Wolfram Research is introducing parallel computing support for Mathematica. Now entering its beta test phase, the upcoming Parallel Computing Toolkit will add parallel programming over a network of heterogeneous machines to the long list of programming paradigms supported in Mathematica.
“I am really excited that one can now do interactive parallel symbolic, numeric, and graphic computation entirely within Mathematica,” says Roman Maeder, creator of the Parallel Computing Toolkit, author of several books on Mathematica programming, and one of the original Mathematica developers. “One of my key motivations for writing this package was to finally make serious parallel computing truly accessible to a wide range of workgroups, labs, and classrooms.”
The Parallel Computing Toolkit brings parallel computation to anybody having access to more than one computer on a network. It implements many parallel programming primitives and includes high-level commands for parallel execution of operations such as animation, plotting, and matrix manipulation. Also supported are many popular new programming approaches such as parallel Monte Carlo simulation, visualization, searching, and optimization. The implementations for all high-level commands in the Parallel Computing Toolkit are provided in Mathematica source form and serve as templates for building additional parallel programs.
The Parallel Computing Toolkit builds on Mathematica’s advanced symbolic programming language. It is written entirely in the Mathematica language and uses Mathematica’s standard MathLink protocol to communicate between any number of Mathematica kernels. The kernels can run under any supported operating system including Unix, Linux, Windows, and Macintosh. The individual machines can be single- or multiprocessor PCs and servers connected through TCP/IP.
The Parallel Computing Toolkit supports all common parallel programming paradigms: shared or distributed memory, automatic or explicit scheduling, and concurrency including synchronization, locking, and latency hiding. It also supports failure recovery. In the event of a network, hardware, or software failure, the affected computation is reassigned.
The Parallel Computing Toolkit was presented at the Workshop on Parallel Symbolic Computation on October 1-3, 1998, at the Mathematical Sciences Research Institute, Berkeley, California.
Download the presentation: See the presenter’s web site for the HTML form of the presentation.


__Task to complete__
Every line of the material must be restated exactly, though not its pictures.

__Supplied data__
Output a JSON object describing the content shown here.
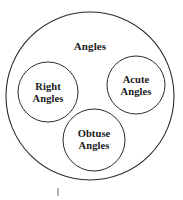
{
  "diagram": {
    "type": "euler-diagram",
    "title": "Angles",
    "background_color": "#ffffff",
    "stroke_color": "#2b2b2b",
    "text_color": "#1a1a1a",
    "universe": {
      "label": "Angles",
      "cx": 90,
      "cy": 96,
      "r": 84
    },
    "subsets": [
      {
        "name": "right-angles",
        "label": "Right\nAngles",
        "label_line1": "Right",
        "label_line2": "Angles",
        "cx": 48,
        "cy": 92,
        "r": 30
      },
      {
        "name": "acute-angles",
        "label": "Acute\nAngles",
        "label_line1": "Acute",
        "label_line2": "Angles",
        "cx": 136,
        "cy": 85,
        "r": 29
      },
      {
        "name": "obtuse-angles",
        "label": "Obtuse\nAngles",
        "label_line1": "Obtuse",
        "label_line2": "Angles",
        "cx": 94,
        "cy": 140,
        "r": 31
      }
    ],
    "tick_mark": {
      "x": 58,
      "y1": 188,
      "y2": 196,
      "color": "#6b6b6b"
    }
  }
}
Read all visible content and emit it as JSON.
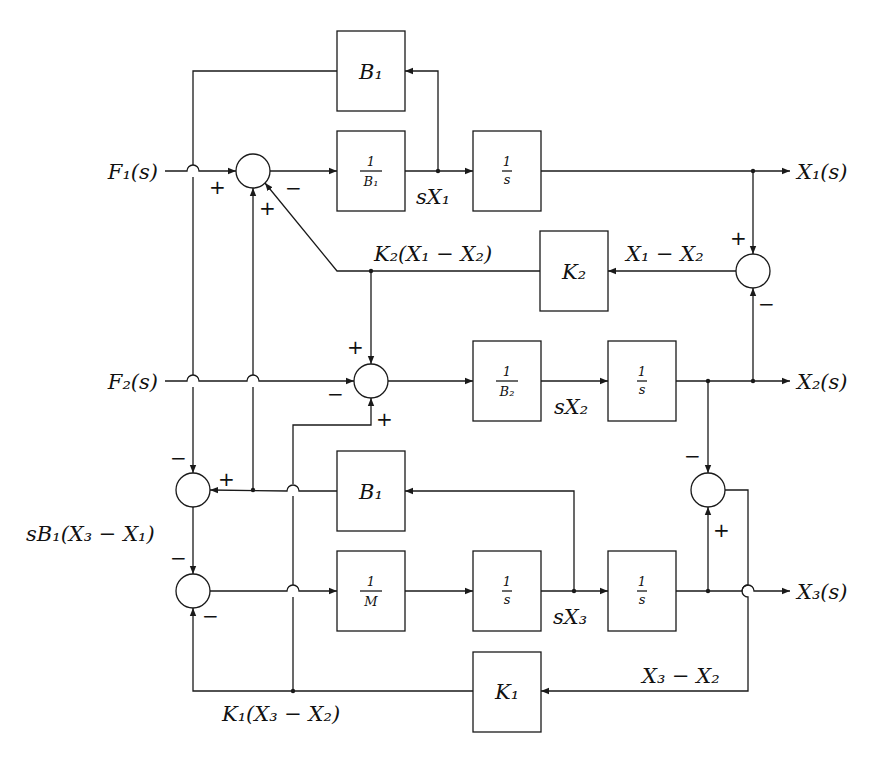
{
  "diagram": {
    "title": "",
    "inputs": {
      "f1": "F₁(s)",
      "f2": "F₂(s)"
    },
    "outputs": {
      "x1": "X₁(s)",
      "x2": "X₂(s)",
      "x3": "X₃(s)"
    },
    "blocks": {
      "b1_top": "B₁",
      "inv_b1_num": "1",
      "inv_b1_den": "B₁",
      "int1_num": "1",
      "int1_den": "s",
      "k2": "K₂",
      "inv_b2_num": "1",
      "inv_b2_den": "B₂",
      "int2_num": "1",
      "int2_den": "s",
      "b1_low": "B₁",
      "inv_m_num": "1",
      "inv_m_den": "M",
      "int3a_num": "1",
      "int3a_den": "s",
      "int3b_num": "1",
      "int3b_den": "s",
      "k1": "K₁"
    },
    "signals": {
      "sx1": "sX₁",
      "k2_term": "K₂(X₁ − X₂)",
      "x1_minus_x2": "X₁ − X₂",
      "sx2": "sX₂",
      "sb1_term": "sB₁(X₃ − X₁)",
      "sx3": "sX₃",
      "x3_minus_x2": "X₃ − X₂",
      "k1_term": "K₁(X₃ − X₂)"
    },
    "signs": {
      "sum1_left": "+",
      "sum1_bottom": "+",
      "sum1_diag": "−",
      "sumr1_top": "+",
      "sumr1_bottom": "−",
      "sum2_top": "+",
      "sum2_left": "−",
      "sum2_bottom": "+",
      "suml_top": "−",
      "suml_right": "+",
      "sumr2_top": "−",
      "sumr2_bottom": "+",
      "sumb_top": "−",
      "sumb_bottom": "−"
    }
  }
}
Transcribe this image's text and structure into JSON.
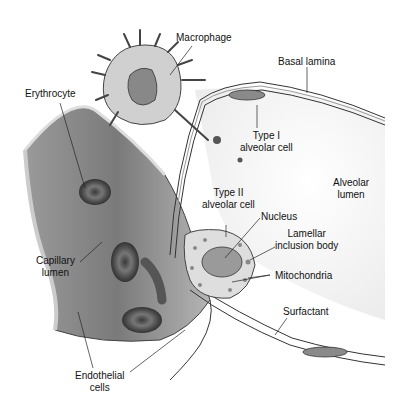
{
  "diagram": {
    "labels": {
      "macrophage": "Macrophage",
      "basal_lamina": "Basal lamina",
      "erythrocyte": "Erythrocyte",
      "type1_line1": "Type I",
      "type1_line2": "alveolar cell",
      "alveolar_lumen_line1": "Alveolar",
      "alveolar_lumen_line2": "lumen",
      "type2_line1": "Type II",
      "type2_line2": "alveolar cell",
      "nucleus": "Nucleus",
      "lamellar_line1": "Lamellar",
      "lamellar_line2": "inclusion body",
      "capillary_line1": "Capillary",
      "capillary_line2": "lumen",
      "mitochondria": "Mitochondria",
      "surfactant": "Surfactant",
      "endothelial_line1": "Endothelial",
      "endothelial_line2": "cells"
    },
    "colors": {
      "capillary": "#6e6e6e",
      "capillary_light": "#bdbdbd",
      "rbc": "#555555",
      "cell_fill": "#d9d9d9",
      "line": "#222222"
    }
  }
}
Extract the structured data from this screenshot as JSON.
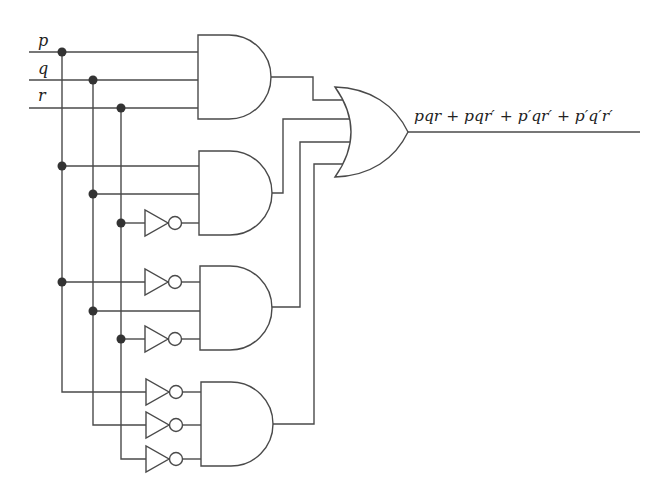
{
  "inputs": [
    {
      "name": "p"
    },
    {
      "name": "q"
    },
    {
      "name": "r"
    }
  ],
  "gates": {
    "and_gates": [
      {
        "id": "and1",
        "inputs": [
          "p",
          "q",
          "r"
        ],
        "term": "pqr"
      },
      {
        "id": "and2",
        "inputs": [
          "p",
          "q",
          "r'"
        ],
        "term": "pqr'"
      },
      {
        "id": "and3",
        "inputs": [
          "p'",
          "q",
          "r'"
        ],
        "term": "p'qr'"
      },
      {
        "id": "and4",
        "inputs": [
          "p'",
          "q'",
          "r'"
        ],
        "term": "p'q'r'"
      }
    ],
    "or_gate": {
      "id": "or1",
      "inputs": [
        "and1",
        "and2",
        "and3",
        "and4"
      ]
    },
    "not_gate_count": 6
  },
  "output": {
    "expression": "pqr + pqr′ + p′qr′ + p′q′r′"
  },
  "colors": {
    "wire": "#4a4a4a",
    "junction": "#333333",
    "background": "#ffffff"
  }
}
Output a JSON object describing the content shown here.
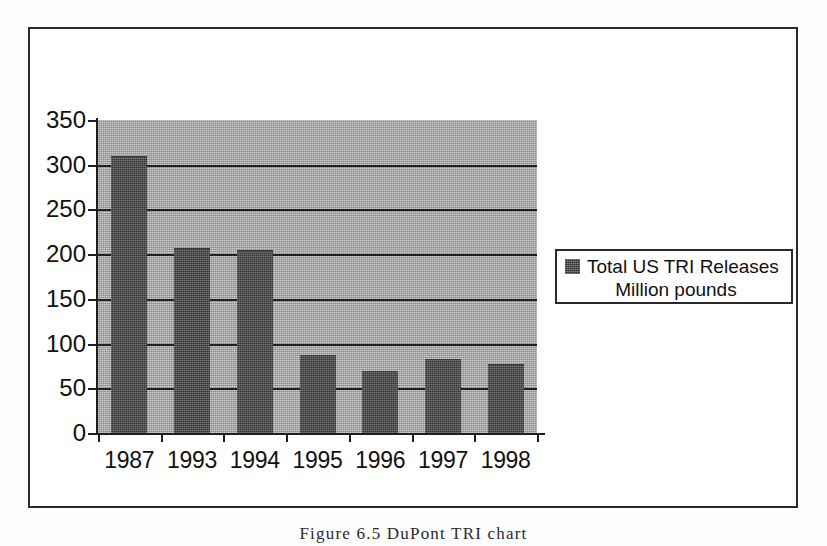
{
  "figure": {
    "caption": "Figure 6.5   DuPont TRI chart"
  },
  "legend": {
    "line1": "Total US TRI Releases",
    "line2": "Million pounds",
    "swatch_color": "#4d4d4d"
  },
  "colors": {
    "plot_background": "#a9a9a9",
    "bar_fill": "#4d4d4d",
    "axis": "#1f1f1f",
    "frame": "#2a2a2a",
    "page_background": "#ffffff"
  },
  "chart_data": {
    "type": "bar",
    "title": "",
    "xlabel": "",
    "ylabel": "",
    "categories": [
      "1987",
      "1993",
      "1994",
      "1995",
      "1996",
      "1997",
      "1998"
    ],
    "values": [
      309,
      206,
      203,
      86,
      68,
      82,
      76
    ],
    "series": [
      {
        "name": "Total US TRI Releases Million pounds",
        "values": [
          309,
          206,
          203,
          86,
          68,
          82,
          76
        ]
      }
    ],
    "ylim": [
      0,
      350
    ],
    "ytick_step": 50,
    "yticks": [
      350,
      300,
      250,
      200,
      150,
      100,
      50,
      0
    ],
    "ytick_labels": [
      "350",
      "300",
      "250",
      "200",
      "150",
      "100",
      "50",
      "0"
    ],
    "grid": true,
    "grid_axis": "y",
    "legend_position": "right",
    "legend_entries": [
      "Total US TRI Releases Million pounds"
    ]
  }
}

__Output for this task__
Output a JSON object describing the content shown here.
{
  "diagram": {
    "type": "euler-diagram",
    "title": "Angles",
    "background_color": "#ffffff",
    "stroke_color": "#2b2b2b",
    "text_color": "#1a1a1a",
    "universe": {
      "label": "Angles",
      "cx": 90,
      "cy": 96,
      "r": 84
    },
    "subsets": [
      {
        "name": "right-angles",
        "label": "Right\nAngles",
        "label_line1": "Right",
        "label_line2": "Angles",
        "cx": 48,
        "cy": 92,
        "r": 30
      },
      {
        "name": "acute-angles",
        "label": "Acute\nAngles",
        "label_line1": "Acute",
        "label_line2": "Angles",
        "cx": 136,
        "cy": 85,
        "r": 29
      },
      {
        "name": "obtuse-angles",
        "label": "Obtuse\nAngles",
        "label_line1": "Obtuse",
        "label_line2": "Angles",
        "cx": 94,
        "cy": 140,
        "r": 31
      }
    ],
    "tick_mark": {
      "x": 58,
      "y1": 188,
      "y2": 196,
      "color": "#6b6b6b"
    }
  }
}
Read all visible content and emit it as JSON.
{
  "diagram": {
    "title": "",
    "inputs": {
      "f1": "F₁(s)",
      "f2": "F₂(s)"
    },
    "outputs": {
      "x1": "X₁(s)",
      "x2": "X₂(s)",
      "x3": "X₃(s)"
    },
    "blocks": {
      "b1_top": "B₁",
      "inv_b1_num": "1",
      "inv_b1_den": "B₁",
      "int1_num": "1",
      "int1_den": "s",
      "k2": "K₂",
      "inv_b2_num": "1",
      "inv_b2_den": "B₂",
      "int2_num": "1",
      "int2_den": "s",
      "b1_low": "B₁",
      "inv_m_num": "1",
      "inv_m_den": "M",
      "int3a_num": "1",
      "int3a_den": "s",
      "int3b_num": "1",
      "int3b_den": "s",
      "k1": "K₁"
    },
    "signals": {
      "sx1": "sX₁",
      "k2_term": "K₂(X₁ − X₂)",
      "x1_minus_x2": "X₁ − X₂",
      "sx2": "sX₂",
      "sb1_term": "sB₁(X₃ − X₁)",
      "sx3": "sX₃",
      "x3_minus_x2": "X₃ − X₂",
      "k1_term": "K₁(X₃ − X₂)"
    },
    "signs": {
      "sum1_left": "+",
      "sum1_bottom": "+",
      "sum1_diag": "−",
      "sumr1_top": "+",
      "sumr1_bottom": "−",
      "sum2_top": "+",
      "sum2_left": "−",
      "sum2_bottom": "+",
      "suml_top": "−",
      "suml_right": "+",
      "sumr2_top": "−",
      "sumr2_bottom": "+",
      "sumb_top": "−",
      "sumb_bottom": "−"
    }
  }
}
Transcribe this image's text and structure into JSON.
{
  "diagram": {
    "labels": {
      "macrophage": "Macrophage",
      "basal_lamina": "Basal lamina",
      "erythrocyte": "Erythrocyte",
      "type1_line1": "Type I",
      "type1_line2": "alveolar cell",
      "alveolar_lumen_line1": "Alveolar",
      "alveolar_lumen_line2": "lumen",
      "type2_line1": "Type II",
      "type2_line2": "alveolar cell",
      "nucleus": "Nucleus",
      "lamellar_line1": "Lamellar",
      "lamellar_line2": "inclusion body",
      "capillary_line1": "Capillary",
      "capillary_line2": "lumen",
      "mitochondria": "Mitochondria",
      "surfactant": "Surfactant",
      "endothelial_line1": "Endothelial",
      "endothelial_line2": "cells"
    },
    "colors": {
      "capillary": "#6e6e6e",
      "capillary_light": "#bdbdbd",
      "rbc": "#555555",
      "cell_fill": "#d9d9d9",
      "line": "#222222"
    }
  }
}
Extract the structured data from this screenshot as JSON.
{
  "inputs": [
    {
      "name": "p"
    },
    {
      "name": "q"
    },
    {
      "name": "r"
    }
  ],
  "gates": {
    "and_gates": [
      {
        "id": "and1",
        "inputs": [
          "p",
          "q",
          "r"
        ],
        "term": "pqr"
      },
      {
        "id": "and2",
        "inputs": [
          "p",
          "q",
          "r'"
        ],
        "term": "pqr'"
      },
      {
        "id": "and3",
        "inputs": [
          "p'",
          "q",
          "r'"
        ],
        "term": "p'qr'"
      },
      {
        "id": "and4",
        "inputs": [
          "p'",
          "q'",
          "r'"
        ],
        "term": "p'q'r'"
      }
    ],
    "or_gate": {
      "id": "or1",
      "inputs": [
        "and1",
        "and2",
        "and3",
        "and4"
      ]
    },
    "not_gate_count": 6
  },
  "output": {
    "expression": "pqr + pqr′ + p′qr′ + p′q′r′"
  },
  "colors": {
    "wire": "#4a4a4a",
    "junction": "#333333",
    "background": "#ffffff"
  }
}
Output a JSON object describing the content shown here.
{
  "figure": {
    "caption": "Figure 6.5   DuPont TRI chart"
  },
  "legend": {
    "line1": "Total US TRI Releases",
    "line2": "Million pounds",
    "swatch_color": "#4d4d4d"
  },
  "colors": {
    "plot_background": "#a9a9a9",
    "bar_fill": "#4d4d4d",
    "axis": "#1f1f1f",
    "frame": "#2a2a2a",
    "page_background": "#ffffff"
  },
  "chart_data": {
    "type": "bar",
    "title": "",
    "xlabel": "",
    "ylabel": "",
    "categories": [
      "1987",
      "1993",
      "1994",
      "1995",
      "1996",
      "1997",
      "1998"
    ],
    "values": [
      309,
      206,
      203,
      86,
      68,
      82,
      76
    ],
    "series": [
      {
        "name": "Total US TRI Releases Million pounds",
        "values": [
          309,
          206,
          203,
          86,
          68,
          82,
          76
        ]
      }
    ],
    "ylim": [
      0,
      350
    ],
    "ytick_step": 50,
    "yticks": [
      350,
      300,
      250,
      200,
      150,
      100,
      50,
      0
    ],
    "ytick_labels": [
      "350",
      "300",
      "250",
      "200",
      "150",
      "100",
      "50",
      "0"
    ],
    "grid": true,
    "grid_axis": "y",
    "legend_position": "right",
    "legend_entries": [
      "Total US TRI Releases Million pounds"
    ]
  }
}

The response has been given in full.